As usual, he did nothing but regard her with those infuriating, enigmatic eyes while his long finger continued to slide up and down the piano key. Surprisingly, he had changed clothes and had done a fairly respectable
job
of it, except for his slightly wrinkled shirt, which was buttoned crookedly at his throat . . . and his
baie
feet.
"I suppose this is as good a time as any to tell you that I've decided to leave Thorn Rose," she announced, and the words seemed to
reverberate
the very air around them. "I realize your grandmother will be disappointed; I fear
I
was her last hope; she did so hold the faith that I could help you. At some point these last few days I realized that no one, least of all myself, can help you unless you desire to be helped." She attempted to smile. "Shall I see you back to your room, sir? Or, if you prefer, I could summon Gertrude."
No response, not even a flinch of surprise.
Her shoulders sinking a little, she turned away.
Foolish girl.
What had she expected? That he would plead with her to stay? No doubt he would be more than happy to see the back of her.
Plink. Plink. Plink.
She stopped.
Little by little, the simple
twang
of the singular note became two, then three, forming a rudimentary tune.

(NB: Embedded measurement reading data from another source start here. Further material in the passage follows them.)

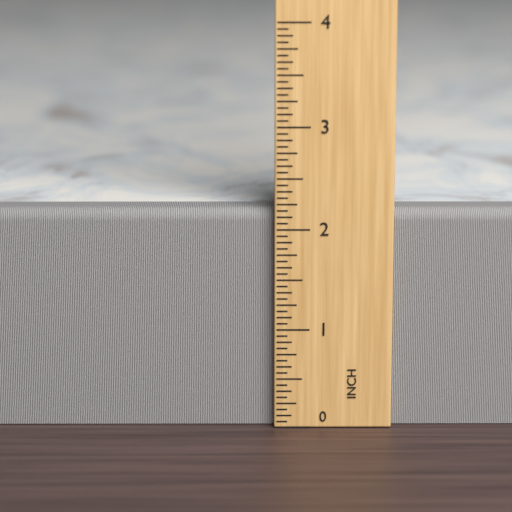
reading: 2.1875 in
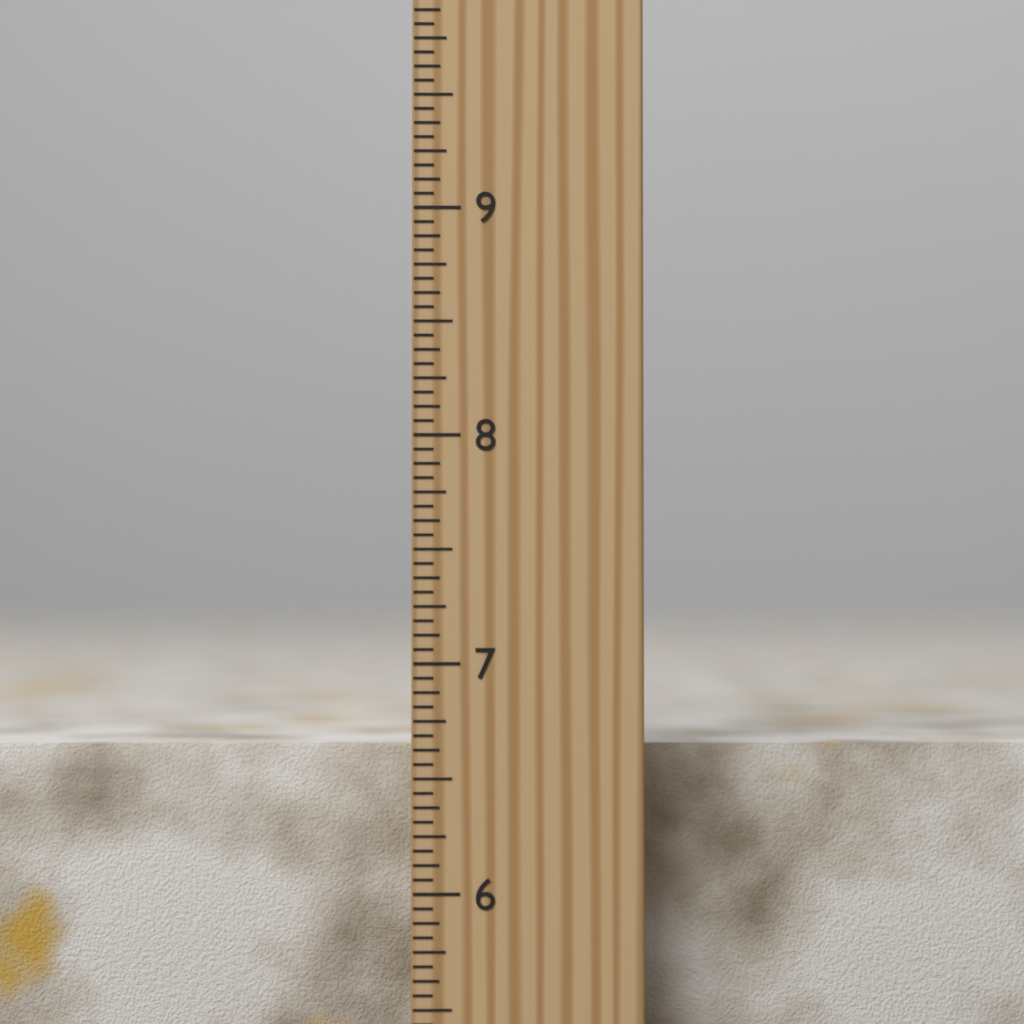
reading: 6.6250 inch
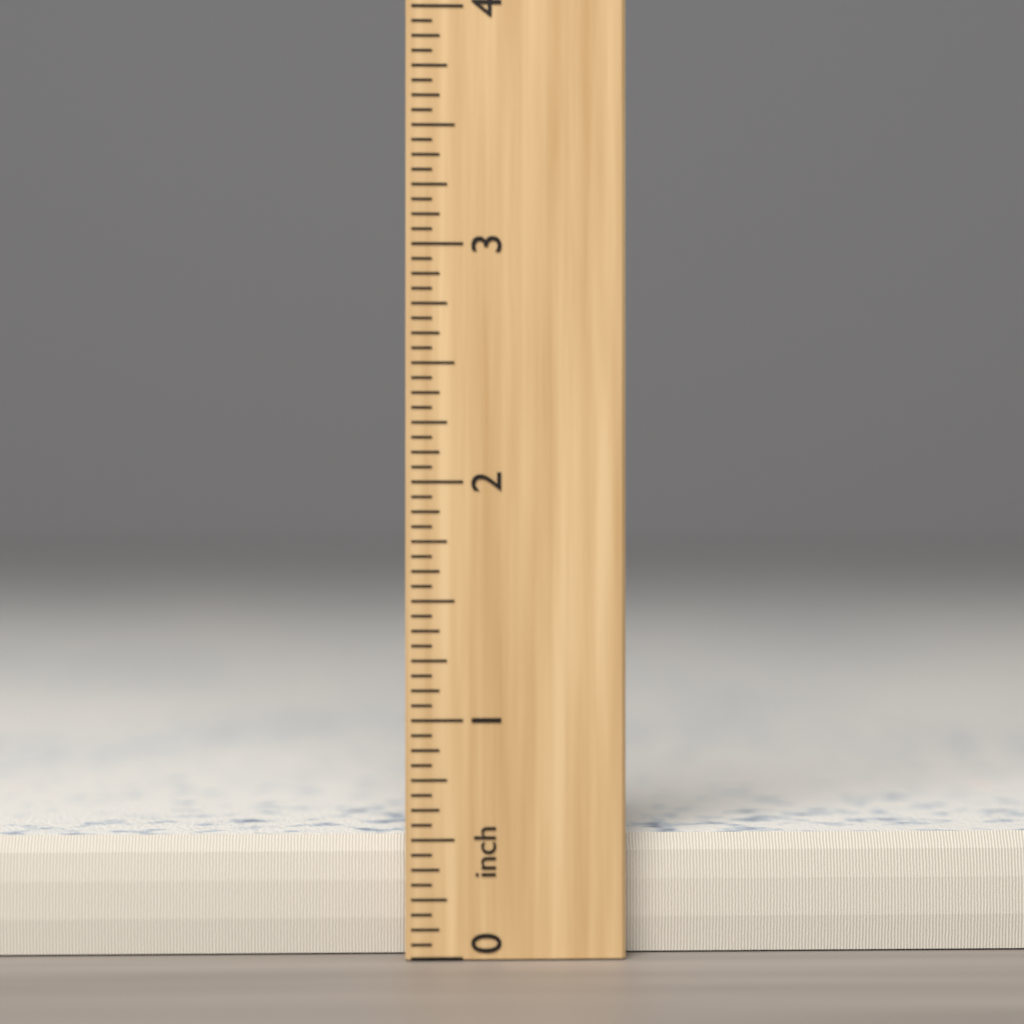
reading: 0.5000 inch
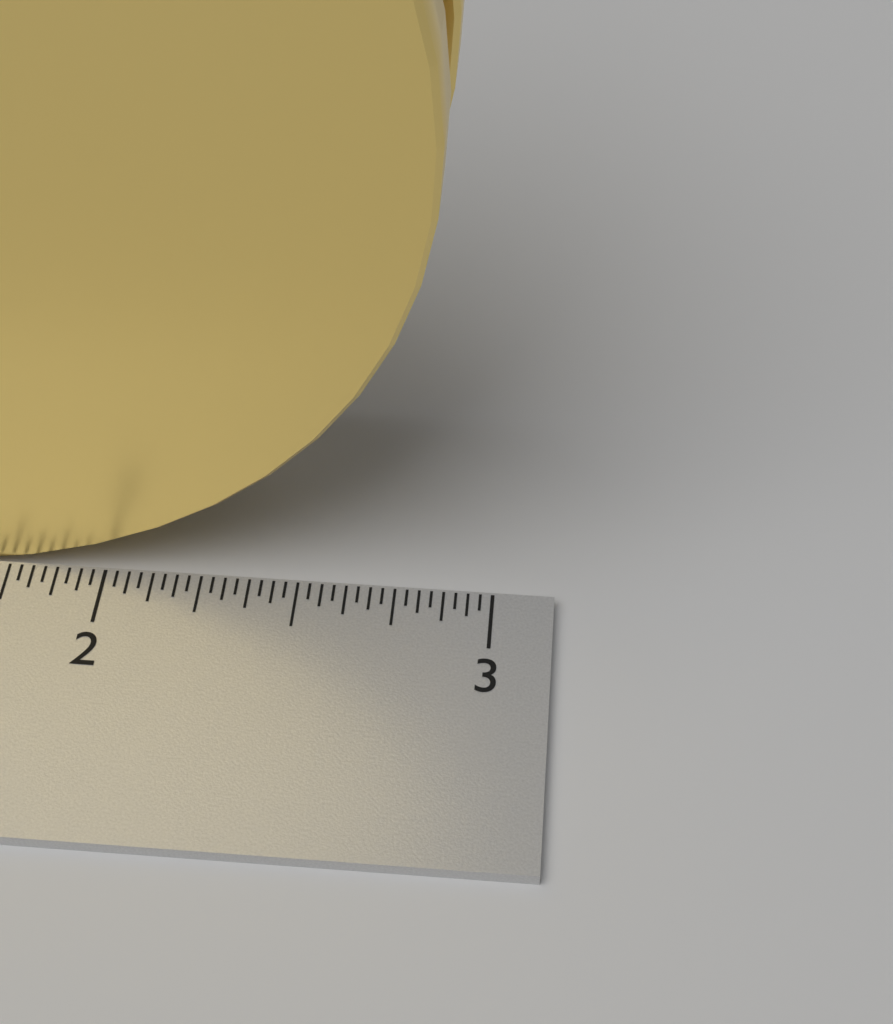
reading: 2.87500 inch
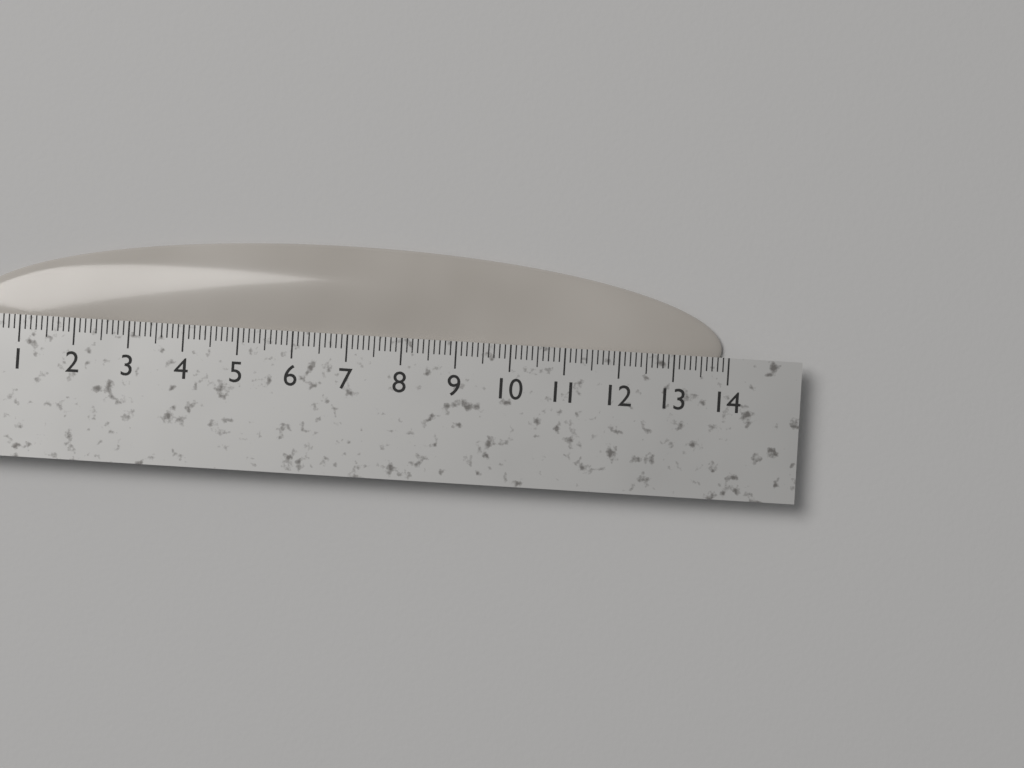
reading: 13.9 cm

Maria turned, her gaze locking on his fingers that moved a bit stiffly, slowly, but without the recognizable awkwardness, across the piano keys.
"Oh!" she cried,
then
covered her mouth with her fingertips, dropping the candle from the other, but hardly noticing. By now, his hands had found their comfortable rhythm, and the music lifted from the instrument like beautiful birdsong.
Swiftly, she moved to the instrument, danced around it on her tiptoes, hands fluttering over the highly polished instrument but not touching, like a butterfly hovering above a petal before dropping softly, lightly onto it.
At last, she landed, leaned upon the massive fixture, feeling the slight tremors of the music pass through her body while her gaze followed every movement his hands made upon the ivory and ebony keys. Dare she breathe? Mayhap she was only dreaming again. Mayhap she would awaken any moment to discover she had been caught up in another one of her silly fantasies— but, no, not even in her dreams could she have imagined such a moving, lyrical poetry of sound.
At last, she forced her eyes back to his, which were deep gray and gold with lamplight and watching her every reaction, even while his fingers continued to move, to fill the room with heartrending music.